What Is the Daily Periodic Rate?
The daily periodic rate (DPR) is the interest rate a credit card issuer applies to your balance each day. Most card statements quote an annual percentage rate (APR), but interest is actually calculated daily. To find the DPR, simply divide the APR by the number of days in a year — typically 365. This calculator converts your APR into a DPR and estimates how much interest you would pay over one billing cycle.
How to Use This Calculator
Enter your card's APR as a percentage (for example, 19.99). Optionally, enter your average daily balance and the number of days in your billing cycle (usually 30 or 31). The tool returns your daily periodic rate, the effective rate over the whole cycle, and the dollar interest charged on the balance you provided.
The Formula Explained
The core formula is \(\text{DPR\%} = \dfrac{\text{APR}}{365}\). For a 19.99% APR, that works out to \(19.99 / 365 \approx 0.05477\%\) per day. Issuers then multiply this daily rate by your balance and by the number of days in the cycle to determine the finance charge. Some lenders use 360 days; this calculator uses the more common 365-day convention.
$$\text{Interest} = \text{Balance} \times \frac{\text{APR}}{365 \times 100} \times \text{Days}$$
Worked Example
Suppose your APR is 18%, your average daily balance is $1,000, and your billing cycle is 30 days. The DPR is \(18 / 365 = 0.049315\%\) per day. Over 30 days the effective rate is about \(1.4795\%\). The interest charged is
$$1{,}000 \times 0.00049315 \times 30 \approx \$14.79$$
FAQ
Why 365 and not 12 months? Credit card interest compounds daily, so issuers convert the annual rate to a daily figure rather than a simple monthly one.
Does my grace period matter? Yes — if you pay your statement balance in full each month, you typically pay no interest on new purchases regardless of the DPR.
Is this exact for my card? It's a close estimate. Your issuer's exact method, day-count basis, and compounding may differ slightly.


● **WHAT TO WORK ON**
All entries below are to be returned exactly, with pictures left out.

● **THE INPUT**
· · · · · · ·
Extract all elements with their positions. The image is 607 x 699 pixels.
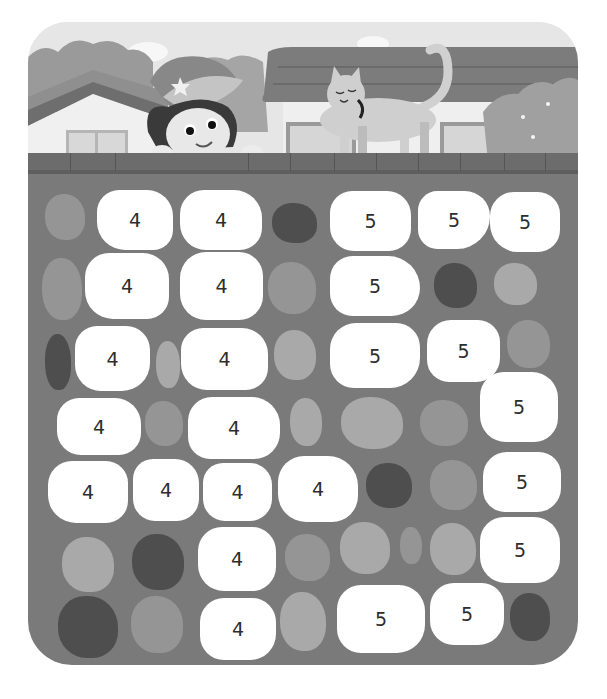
- brick-joint: [376, 153, 377, 171]
- decorative-stone: [58, 596, 118, 658]
- brick-joint: [418, 153, 419, 171]
- stone-number: 4: [312, 478, 324, 500]
- stepping-stone-5[interactable]: 5: [330, 323, 420, 388]
- brick-joint: [545, 153, 546, 171]
- decorative-stone: [400, 527, 422, 564]
- stone-number: 5: [519, 211, 531, 233]
- decorative-stone: [132, 534, 184, 590]
- brick-joint: [460, 153, 461, 171]
- decorative-stone: [268, 262, 316, 314]
- decorative-stone: [145, 401, 183, 446]
- stone-number: 4: [82, 481, 94, 503]
- stone-number: 5: [516, 471, 528, 493]
- scene-artwork: [28, 22, 578, 162]
- decorative-stone: [45, 334, 71, 390]
- decorative-stone: [131, 596, 183, 653]
- stepping-stone-5[interactable]: 5: [430, 583, 504, 645]
- stepping-stone-4[interactable]: 4: [181, 328, 268, 390]
- stepping-stone-4[interactable]: 4: [133, 459, 199, 521]
- stepping-stone-4[interactable]: 4: [203, 463, 272, 521]
- decorative-stone: [510, 593, 550, 641]
- stepping-stone-5[interactable]: 5: [418, 191, 490, 249]
- stepping-stone-4[interactable]: 4: [278, 456, 358, 522]
- stepping-stone-5[interactable]: 5: [330, 191, 411, 251]
- stepping-stone-4[interactable]: 4: [97, 190, 173, 250]
- decorative-stone: [62, 537, 114, 592]
- stepping-stone-5[interactable]: 5: [480, 372, 558, 442]
- decorative-stone: [366, 463, 412, 508]
- decorative-stone: [340, 522, 390, 574]
- stone-number: 4: [129, 209, 141, 231]
- stone-number: 4: [215, 275, 227, 297]
- brick-joint: [504, 153, 505, 171]
- stone-number: 4: [121, 275, 133, 297]
- stepping-stone-4[interactable]: 4: [180, 190, 262, 250]
- stepping-stone-5[interactable]: 5: [480, 517, 560, 583]
- stepping-stone-4[interactable]: 4: [180, 252, 263, 320]
- stone-number: 5: [369, 275, 381, 297]
- stepping-stone-4[interactable]: 4: [200, 598, 276, 660]
- stone-number: 4: [231, 481, 243, 503]
- decorative-stone: [272, 203, 317, 243]
- decorative-stone: [507, 320, 550, 368]
- brick-joint: [248, 153, 249, 171]
- decorative-stone: [274, 330, 316, 380]
- stone-number: 4: [231, 548, 243, 570]
- stone-number: 4: [106, 348, 118, 370]
- stepping-stone-4[interactable]: 4: [198, 527, 276, 591]
- stone-number: 5: [448, 209, 460, 231]
- stone-number: 5: [375, 608, 387, 630]
- decorative-stone: [430, 460, 477, 510]
- stepping-stone-5[interactable]: 5: [427, 320, 500, 382]
- stone-number: 4: [93, 416, 105, 438]
- decorative-stone: [341, 397, 403, 449]
- decorative-stone: [430, 523, 476, 575]
- decorative-stone: [42, 258, 82, 320]
- stepping-stone-5[interactable]: 5: [483, 452, 561, 512]
- brick-wall-cap: [28, 170, 578, 174]
- stepping-stone-4[interactable]: 4: [48, 461, 128, 523]
- illustration-scene: [28, 22, 578, 162]
- stepping-stone-4[interactable]: 4: [75, 326, 150, 391]
- stone-number: 4: [215, 209, 227, 231]
- stone-number: 4: [232, 618, 244, 640]
- brick-joint: [115, 153, 116, 171]
- stone-number: 5: [364, 210, 376, 232]
- decorative-stone: [420, 400, 468, 446]
- decorative-stone: [434, 263, 477, 308]
- decorative-stone: [45, 194, 85, 240]
- stepping-stone-4[interactable]: 4: [188, 397, 280, 459]
- stepping-stone-4[interactable]: 4: [57, 398, 141, 455]
- decorative-stone: [285, 534, 330, 581]
- brick-joint: [70, 153, 71, 171]
- decorative-stone: [280, 592, 326, 651]
- stone-number: 4: [160, 479, 172, 501]
- stone-number: 5: [457, 340, 469, 362]
- decorative-stone: [494, 263, 537, 305]
- brick-joint: [290, 153, 291, 171]
- stepping-stone-5[interactable]: 5: [490, 192, 560, 252]
- stone-number: 5: [513, 396, 525, 418]
- stepping-stone-4[interactable]: 4: [85, 253, 169, 319]
- stepping-stone-5[interactable]: 5: [337, 585, 425, 653]
- decorative-stone: [290, 398, 322, 446]
- stone-number: 5: [461, 603, 473, 625]
- stepping-stone-5[interactable]: 5: [330, 256, 420, 316]
- decorative-stone: [156, 341, 180, 388]
- stone-number: 5: [369, 345, 381, 367]
- stone-number: 4: [218, 348, 230, 370]
- stone-number: 4: [228, 417, 240, 439]
- stone-number: 5: [514, 539, 526, 561]
- brick-joint: [334, 153, 335, 171]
· · · · · · ·
● **RESULT**
Extract all elements with their positions. The image is 607 x 699 pixels.
- brick-joint: [376, 153, 377, 171]
- decorative-stone: [58, 596, 118, 658]
- brick-joint: [418, 153, 419, 171]
- stone-number: 4: [312, 478, 324, 500]
- stepping-stone-5[interactable]: 5: [330, 323, 420, 388]
- brick-joint: [545, 153, 546, 171]
- decorative-stone: [400, 527, 422, 564]
- stone-number: 5: [519, 211, 531, 233]
- decorative-stone: [132, 534, 184, 590]
- brick-joint: [460, 153, 461, 171]
- decorative-stone: [268, 262, 316, 314]
- decorative-stone: [145, 401, 183, 446]
- stone-number: 4: [82, 481, 94, 503]
- stone-number: 5: [516, 471, 528, 493]
- scene-artwork: [28, 22, 578, 162]
- decorative-stone: [45, 334, 71, 390]
- decorative-stone: [131, 596, 183, 653]
- stepping-stone-5[interactable]: 5: [430, 583, 504, 645]
- stepping-stone-4[interactable]: 4: [181, 328, 268, 390]
- stepping-stone-4[interactable]: 4: [133, 459, 199, 521]
- stepping-stone-4[interactable]: 4: [203, 463, 272, 521]
- decorative-stone: [510, 593, 550, 641]
- stepping-stone-5[interactable]: 5: [418, 191, 490, 249]
- stepping-stone-4[interactable]: 4: [278, 456, 358, 522]
- stepping-stone-5[interactable]: 5: [330, 191, 411, 251]
- stepping-stone-4[interactable]: 4: [97, 190, 173, 250]
- decorative-stone: [62, 537, 114, 592]
- stepping-stone-5[interactable]: 5: [480, 372, 558, 442]
- decorative-stone: [366, 463, 412, 508]
- decorative-stone: [340, 522, 390, 574]
- stone-number: 4: [129, 209, 141, 231]
- stone-number: 4: [215, 275, 227, 297]
- brick-joint: [504, 153, 505, 171]
- stone-number: 4: [121, 275, 133, 297]
- stepping-stone-4[interactable]: 4: [180, 190, 262, 250]
- stepping-stone-5[interactable]: 5: [480, 517, 560, 583]
- stepping-stone-4[interactable]: 4: [180, 252, 263, 320]
- stone-number: 5: [369, 275, 381, 297]
- stepping-stone-4[interactable]: 4: [200, 598, 276, 660]
- stone-number: 4: [231, 481, 243, 503]
- decorative-stone: [272, 203, 317, 243]
- decorative-stone: [507, 320, 550, 368]
- brick-joint: [248, 153, 249, 171]
- decorative-stone: [274, 330, 316, 380]
- stone-number: 4: [231, 548, 243, 570]
- stone-number: 4: [106, 348, 118, 370]
- stepping-stone-4[interactable]: 4: [198, 527, 276, 591]
- stone-number: 5: [448, 209, 460, 231]
- stone-number: 5: [375, 608, 387, 630]
- decorative-stone: [430, 460, 477, 510]
- stepping-stone-5[interactable]: 5: [427, 320, 500, 382]
- stone-number: 4: [93, 416, 105, 438]
- decorative-stone: [341, 397, 403, 449]
- decorative-stone: [430, 523, 476, 575]
- decorative-stone: [42, 258, 82, 320]
- stepping-stone-5[interactable]: 5: [483, 452, 561, 512]
- brick-wall-cap: [28, 170, 578, 174]
- stepping-stone-4[interactable]: 4: [48, 461, 128, 523]
- illustration-scene: [28, 22, 578, 162]
- stepping-stone-4[interactable]: 4: [75, 326, 150, 391]
- stone-number: 4: [215, 209, 227, 231]
- stone-number: 4: [232, 618, 244, 640]
- brick-joint: [115, 153, 116, 171]
- stone-number: 5: [364, 210, 376, 232]
- decorative-stone: [420, 400, 468, 446]
- decorative-stone: [434, 263, 477, 308]
- decorative-stone: [45, 194, 85, 240]
- stepping-stone-4[interactable]: 4: [188, 397, 280, 459]
- stepping-stone-4[interactable]: 4: [57, 398, 141, 455]
- decorative-stone: [285, 534, 330, 581]
- brick-joint: [70, 153, 71, 171]
- decorative-stone: [280, 592, 326, 651]
- stone-number: 4: [160, 479, 172, 501]
- stone-number: 5: [457, 340, 469, 362]
- decorative-stone: [494, 263, 537, 305]
- brick-joint: [290, 153, 291, 171]
- stepping-stone-5[interactable]: 5: [490, 192, 560, 252]
- stone-number: 5: [513, 396, 525, 418]
- stepping-stone-4[interactable]: 4: [85, 253, 169, 319]
- stepping-stone-5[interactable]: 5: [337, 585, 425, 653]
- decorative-stone: [290, 398, 322, 446]
- stone-number: 5: [461, 603, 473, 625]
- stepping-stone-5[interactable]: 5: [330, 256, 420, 316]
- decorative-stone: [156, 341, 180, 388]
- stone-number: 5: [369, 345, 381, 367]
- stone-number: 4: [218, 348, 230, 370]
- stone-number: 4: [228, 417, 240, 439]
- stone-number: 5: [514, 539, 526, 561]
- brick-joint: [334, 153, 335, 171]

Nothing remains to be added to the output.